### What is needed
Below are the records; give again exactly the lines from the one containing "Image resolution: width=500" through the one containing "Task: Click on the line-number: 1", leaving out pictures.

Stored records
• • • •

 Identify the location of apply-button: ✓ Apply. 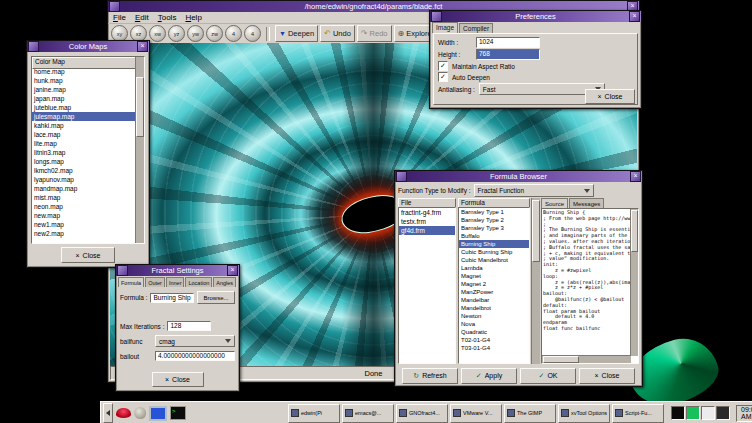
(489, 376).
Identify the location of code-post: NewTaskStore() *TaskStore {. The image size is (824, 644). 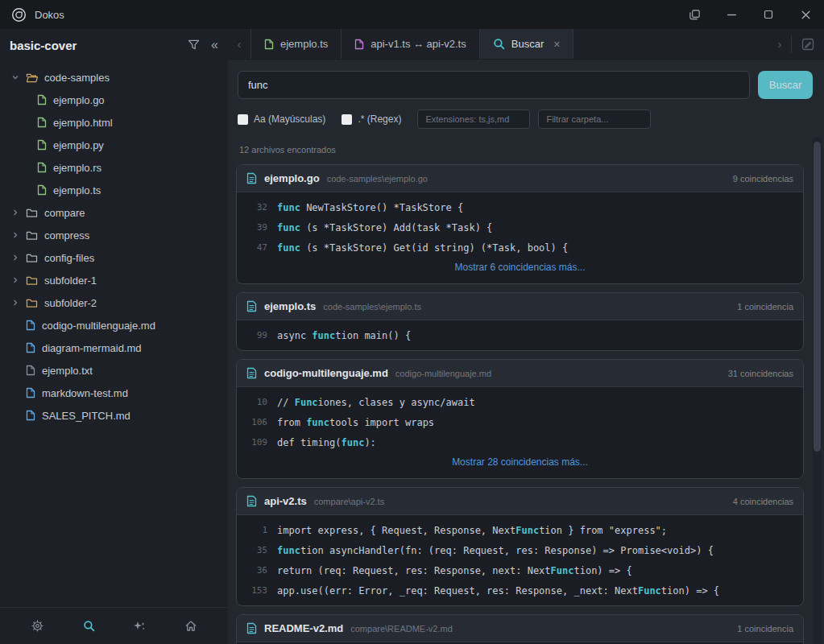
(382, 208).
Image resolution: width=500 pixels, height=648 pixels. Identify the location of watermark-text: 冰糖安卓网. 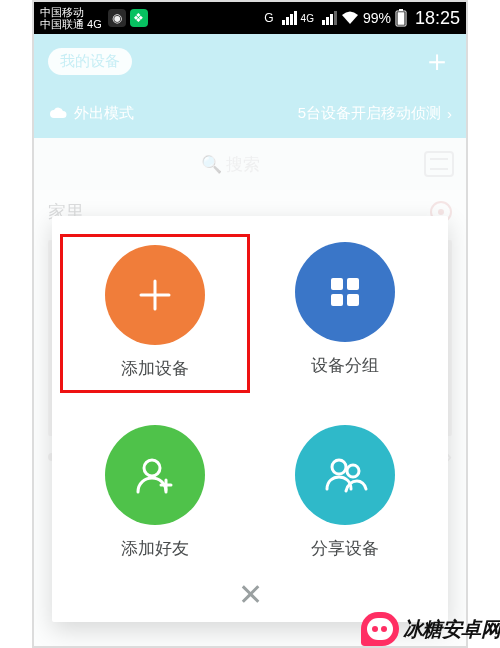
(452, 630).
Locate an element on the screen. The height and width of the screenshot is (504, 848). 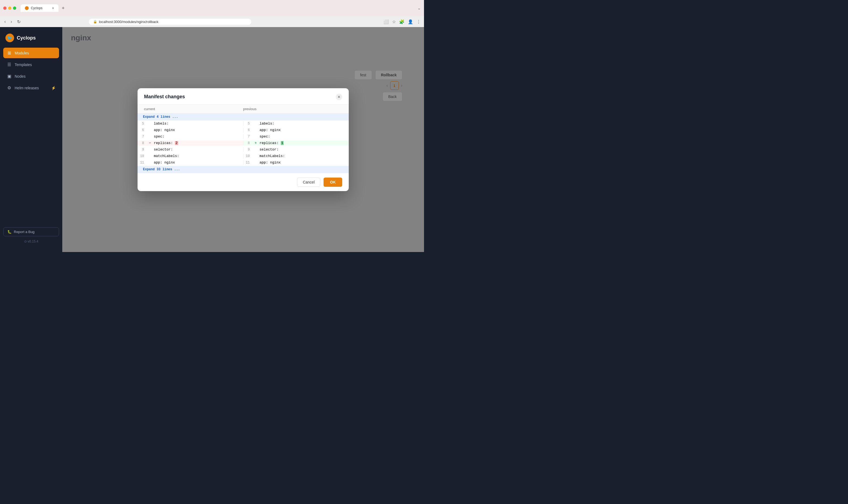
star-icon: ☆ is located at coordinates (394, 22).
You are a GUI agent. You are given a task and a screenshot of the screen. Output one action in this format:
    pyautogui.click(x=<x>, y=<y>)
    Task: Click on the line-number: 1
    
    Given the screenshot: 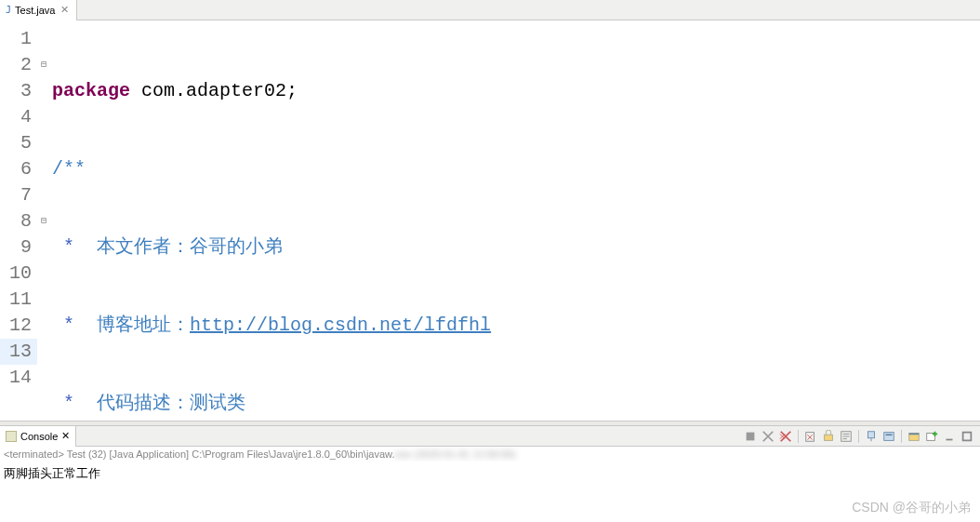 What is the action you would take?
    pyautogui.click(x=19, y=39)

• • • •

### Solution
Image resolution: width=500 pixels, height=648 pixels. Identify the location of watermark-text: 冰糖安卓网. 
(452, 630).
Locate an element on the screen. The height and width of the screenshot is (504, 848). 
star-icon: ☆ is located at coordinates (394, 22).
You are a GUI agent. You are given a task and a screenshot of the screen. Output one action in this format:
    pyautogui.click(x=<x>, y=<y>)
    Task: Click on the line-number: 1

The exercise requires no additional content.